The economy has never been democratically controlled, and the rise of tech barons is simply the latest grotesquerie of markets running wild. Politicians, like Senator Bernie Sanders, who have called for breaking up Facebook are missing the point. The problem isn 't that one company controls public space, the problem is that the public does not control it. These platforms should be expropriated and brought under democratic control where basic protections, like free speech, apply, and citizens have a voice if they don ’t like the governance of the platform. Our democracies are flawed, but they are leagues better than having no accountability at all (12).

Citations:

1. British Broadcasting Corporation. (2021, April 4).

“Amazon Apologizes for wrongly denying employees need to urinate in bottles. ” https://www.bbc.com/news/world-us-canada56628745

2 The paradigmatic example is Sen. Bernie Sanders (I-Vt).

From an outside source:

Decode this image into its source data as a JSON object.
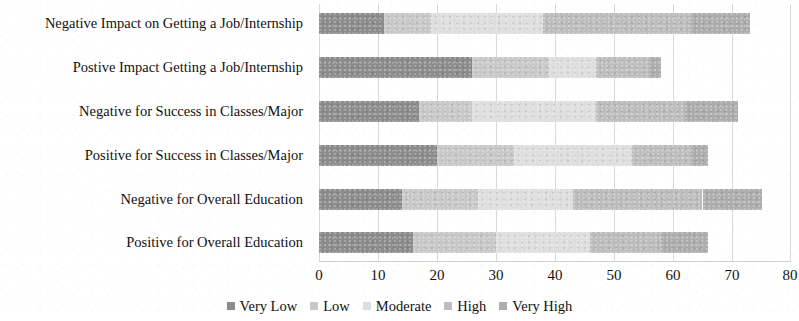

3 Selyukh, Alina. (2022, February 4).

“Amazon workers in Alabama begin second union vote. Here ’ s how it happened. ” National Public Radio https://www.npr.org/2022/02/04/1078358112/amazonworkers-in-alabama-vote-for-a-2nd-time on-whether-theywant-a-union

4. British Broadcasting Corporation. (2020, December 3). “Google fired employees for union activity, says US agency. ” https://www.bbc.com/news/technology-55173063

5. Tiku, Nitasha. (2019, August 13).

“Three Years of Misery inside Google, the Happiest Company in Tech. ” Wired. https://www.wired.com/story/inside-google-three-yearsmisery-happiest-company-tech/ 7 Facebook’ s 2018 hiring of Nick Clegg, and his 2022 promotion is an excellent example. See also LeGuin, Ursula K. (1968). A Wizard of Earthsea. Parnassus. pp. 83-84.

8 Biddle, Sam. (2021, May 14).

“Facebook’ s Secret Rules About the Word ‘Zionist’ Impede Criticism of Israel. ” The Intercept. https://theintercept.com/2021/05/14/facebook-israel-zionistmoderation/

9. The parallel is with the State ’ s monopoly on violence. See

critically Weber, Max. (1919). “Politics as a Vocation.

” Munich, https://open.oregonstate.education/sociologicaltheory/chapter /politics-as-a-vocation/, and Dunleavy, Patrick and O’Leary, Vincent. (1987). Theories of the State: The Politics of Liberal Democracy. MacMillan. pp.138, 143, 148- 152.

10 Dewey, John. (1939).

“Creative Democracy: The Task Before Us. ” https://www.philosophie.uni-muenchen.de/studium/ das _ fach/warum _phil _ ueberhaupt/dewey_ creative _

democrac y.pdf. See also Coppedge et al. (2011). “Conceptualizing and Measuring Democracy: A New Approach. ” Perspectives on Politics, 9(2), 247-267.

11 For an elucidation of this dynamic, see critically Zuboff, Shoshana. (2015). “Big Other: Surveillance capitalism and the prospect of an information civilization. ” Journal of Information Technology, 30, 75-89.

12 See generally Dewey, John. (1927). The Public and Its Problems. Holt.